Friday, April 26, 2013

Terrence Malick's movies incorrectly reviewed

I haven't posted in a while, but this article made me want to see Malick's new movie (and the Tree of Life):

http://theweek.com/article/index/243353/terrence-malicks-moving-christian-message--and-film-critics-failure-to-engage-with-it

Has anyone seen either of these? Any thoughts? I'll have to rent them before commenting further. Interesting though that this guy seems to think so many reviewers have completely missed the point of these two movies. I don't know what it says about the movies or Malick, but certainly damning the intellect of movie reviewers.

3 comments:

James R said...

I've seen The Tree of Life. James absolutely loved the film. He couldn't say enough good things about it. I liked it aside from "its religious themes and cosmic ambitions [which] were hard to miss." Call me a religious snob, but the realistic parts of the film were extremely well done, and were, I'd agree, quite religious. But the obvious religious parts I thought were trite.

[Warning: spoilers] Everyone loves the solemn, symphonic, slow, lobotomized view of heaven. Where does this come from? As I mentioned in the 2nd best definition of God, if we look to what we know about God (not much, I admit), heaven would be "an infinite ring circus." Why would God's special dwelling place (for man's soul and body, apparently), be indistinguishable from the land of zombies, albeit happy zombies.

But that is my personal dissatisfaction against main stream Christian eschatology. I did not read the whole referenced article because, I want to see To The Wonder.
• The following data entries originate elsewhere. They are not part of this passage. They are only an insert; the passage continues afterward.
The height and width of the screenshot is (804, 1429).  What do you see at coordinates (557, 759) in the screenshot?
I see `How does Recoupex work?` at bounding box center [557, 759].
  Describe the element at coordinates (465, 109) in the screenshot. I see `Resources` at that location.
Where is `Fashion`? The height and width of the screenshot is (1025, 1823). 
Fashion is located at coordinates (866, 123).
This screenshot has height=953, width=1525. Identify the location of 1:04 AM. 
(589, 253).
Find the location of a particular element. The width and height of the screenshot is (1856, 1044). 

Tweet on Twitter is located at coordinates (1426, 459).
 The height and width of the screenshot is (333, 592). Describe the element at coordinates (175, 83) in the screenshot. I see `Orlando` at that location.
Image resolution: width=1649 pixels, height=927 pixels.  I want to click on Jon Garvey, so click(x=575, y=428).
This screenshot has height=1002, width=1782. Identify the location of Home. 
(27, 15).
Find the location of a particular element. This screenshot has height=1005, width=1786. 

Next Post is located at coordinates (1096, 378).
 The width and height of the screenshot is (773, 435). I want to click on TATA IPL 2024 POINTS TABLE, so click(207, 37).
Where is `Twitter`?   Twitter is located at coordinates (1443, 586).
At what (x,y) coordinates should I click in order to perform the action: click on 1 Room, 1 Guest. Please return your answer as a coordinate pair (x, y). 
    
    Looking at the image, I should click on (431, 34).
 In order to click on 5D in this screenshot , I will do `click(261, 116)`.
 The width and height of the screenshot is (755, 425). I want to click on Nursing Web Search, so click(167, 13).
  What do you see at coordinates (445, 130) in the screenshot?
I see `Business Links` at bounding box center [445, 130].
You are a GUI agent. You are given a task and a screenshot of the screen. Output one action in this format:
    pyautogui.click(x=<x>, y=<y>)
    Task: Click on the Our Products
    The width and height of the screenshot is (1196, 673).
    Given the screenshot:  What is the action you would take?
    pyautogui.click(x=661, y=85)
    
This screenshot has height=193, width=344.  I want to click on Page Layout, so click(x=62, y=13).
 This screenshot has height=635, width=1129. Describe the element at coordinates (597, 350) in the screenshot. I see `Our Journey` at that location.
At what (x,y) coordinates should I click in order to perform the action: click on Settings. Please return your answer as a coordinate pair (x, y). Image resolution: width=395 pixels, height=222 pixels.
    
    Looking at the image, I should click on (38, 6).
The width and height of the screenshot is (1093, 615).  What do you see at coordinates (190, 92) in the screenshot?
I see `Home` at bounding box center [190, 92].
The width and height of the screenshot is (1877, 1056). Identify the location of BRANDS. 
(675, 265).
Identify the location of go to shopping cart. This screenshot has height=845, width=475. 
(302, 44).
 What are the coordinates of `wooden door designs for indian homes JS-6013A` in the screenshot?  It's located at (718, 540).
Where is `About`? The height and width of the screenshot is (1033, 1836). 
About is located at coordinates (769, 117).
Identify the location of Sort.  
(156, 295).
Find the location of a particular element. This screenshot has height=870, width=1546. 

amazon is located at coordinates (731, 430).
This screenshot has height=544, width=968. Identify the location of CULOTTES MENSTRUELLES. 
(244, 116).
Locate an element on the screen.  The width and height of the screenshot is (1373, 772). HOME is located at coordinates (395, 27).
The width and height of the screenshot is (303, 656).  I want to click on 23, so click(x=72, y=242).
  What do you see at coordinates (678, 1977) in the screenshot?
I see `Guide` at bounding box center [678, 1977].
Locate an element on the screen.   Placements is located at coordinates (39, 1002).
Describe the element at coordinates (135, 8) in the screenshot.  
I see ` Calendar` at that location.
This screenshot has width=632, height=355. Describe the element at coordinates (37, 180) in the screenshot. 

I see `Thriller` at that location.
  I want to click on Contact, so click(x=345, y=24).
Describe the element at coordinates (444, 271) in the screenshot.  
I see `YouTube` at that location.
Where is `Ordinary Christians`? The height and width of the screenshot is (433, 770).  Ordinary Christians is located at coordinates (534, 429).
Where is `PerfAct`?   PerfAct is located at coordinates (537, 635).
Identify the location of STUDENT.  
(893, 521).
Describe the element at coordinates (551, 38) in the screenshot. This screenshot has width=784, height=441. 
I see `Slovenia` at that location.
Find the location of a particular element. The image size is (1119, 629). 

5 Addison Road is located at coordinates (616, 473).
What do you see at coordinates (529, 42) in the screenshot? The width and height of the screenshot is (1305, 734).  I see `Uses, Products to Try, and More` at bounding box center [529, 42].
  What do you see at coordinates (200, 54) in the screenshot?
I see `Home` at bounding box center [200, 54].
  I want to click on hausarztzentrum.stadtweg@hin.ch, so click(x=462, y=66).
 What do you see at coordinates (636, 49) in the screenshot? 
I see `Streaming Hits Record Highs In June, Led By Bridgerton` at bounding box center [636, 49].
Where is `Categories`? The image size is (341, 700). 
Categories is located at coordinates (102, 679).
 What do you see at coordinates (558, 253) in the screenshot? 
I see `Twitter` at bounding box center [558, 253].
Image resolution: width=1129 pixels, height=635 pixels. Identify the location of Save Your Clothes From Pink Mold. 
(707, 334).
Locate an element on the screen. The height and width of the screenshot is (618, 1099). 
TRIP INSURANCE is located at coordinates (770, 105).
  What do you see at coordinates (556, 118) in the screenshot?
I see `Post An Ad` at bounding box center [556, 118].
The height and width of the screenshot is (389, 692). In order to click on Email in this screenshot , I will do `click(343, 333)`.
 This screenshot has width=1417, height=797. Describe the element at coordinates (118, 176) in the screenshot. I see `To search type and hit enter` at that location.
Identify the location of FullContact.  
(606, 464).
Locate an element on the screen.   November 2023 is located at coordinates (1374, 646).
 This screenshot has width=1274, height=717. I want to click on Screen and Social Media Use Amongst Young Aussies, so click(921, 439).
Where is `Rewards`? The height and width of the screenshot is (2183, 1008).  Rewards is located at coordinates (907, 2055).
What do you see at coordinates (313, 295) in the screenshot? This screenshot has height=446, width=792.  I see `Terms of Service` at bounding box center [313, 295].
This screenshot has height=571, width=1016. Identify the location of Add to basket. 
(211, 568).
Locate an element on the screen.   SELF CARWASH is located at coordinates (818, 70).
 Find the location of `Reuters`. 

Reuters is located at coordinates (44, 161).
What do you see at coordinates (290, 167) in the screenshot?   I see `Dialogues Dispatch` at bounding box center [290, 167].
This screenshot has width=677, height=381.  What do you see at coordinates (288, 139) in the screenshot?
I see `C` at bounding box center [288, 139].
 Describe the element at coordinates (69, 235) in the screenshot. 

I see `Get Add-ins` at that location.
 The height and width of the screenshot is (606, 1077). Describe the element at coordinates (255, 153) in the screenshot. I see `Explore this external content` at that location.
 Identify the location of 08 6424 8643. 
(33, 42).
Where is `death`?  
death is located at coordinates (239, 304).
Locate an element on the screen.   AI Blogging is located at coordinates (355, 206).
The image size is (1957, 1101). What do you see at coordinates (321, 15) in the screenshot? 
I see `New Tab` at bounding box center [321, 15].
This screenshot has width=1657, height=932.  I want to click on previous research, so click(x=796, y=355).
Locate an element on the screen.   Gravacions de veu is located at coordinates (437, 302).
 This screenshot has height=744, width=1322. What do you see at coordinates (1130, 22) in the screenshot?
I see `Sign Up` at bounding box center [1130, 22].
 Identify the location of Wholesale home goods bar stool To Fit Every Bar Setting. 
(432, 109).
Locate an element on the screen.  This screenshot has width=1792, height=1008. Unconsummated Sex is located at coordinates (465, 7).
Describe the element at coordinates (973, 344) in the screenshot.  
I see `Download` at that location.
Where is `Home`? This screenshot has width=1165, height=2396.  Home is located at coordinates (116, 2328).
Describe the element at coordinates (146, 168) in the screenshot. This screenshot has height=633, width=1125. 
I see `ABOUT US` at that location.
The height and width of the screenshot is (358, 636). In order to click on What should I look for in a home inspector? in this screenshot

If it deals as intelligently and sympathetically with the enigma of life as did The Tree of Life, it will be good.

By the way I'll reference Religious movies where I mentioned The Tree of Life and two other religious movies. I still haven't read James Gleick's The Information, but maybe now I will.

Big Myk said...

Tree of lIfe may be a great and profound movie, but I can't say that I really liked it. Most critics gushed over it -- and for that reason probably my expectations were too high. I went to the movie expecting to be blown away -- but if left me pretty much unmoved.

Sukhdev Sandhu, chief film critic of London's The Daily Telegraph describes the movie as "self-absorbed," and "achingly slow, almost buckling under the weight of its swoony poetry," and I tend to agree.

I've seen Malick's Days of Heaven, The Thin Red Line and The New World. And they all share these similarities: little dialogue with beautifully photographed lingering shots -- which, I'm afraid, together make the movies particulaly ponderous.

Having said this, it well may be that I totally missed the point of Tree of Life. It certainly is an original, and Sean Penn, as always, is tremendous, and Brad Pitt ain't bad either.

James R said...

I finally saw To The Wonder. Plus I could now read the entire article referenced. There is no question that both movies are pregnant with Christian religion. There is little else. Whether the movies are satisfying as either cinema or religious statements are both other questions.

Although I get frustrated (or bored) with his depiction of religion "Like windy citherns hankering for hymns", I can appreciate his depiction of God and religion as something similar to what philosopher Michel Henry said, "Life is nothing but this absolute love that religion calls God." Like Paul Tillich, Malick seems to be saying that God is basically the depth of your life. Or, only if you believe life is shallow, can you be an atheist.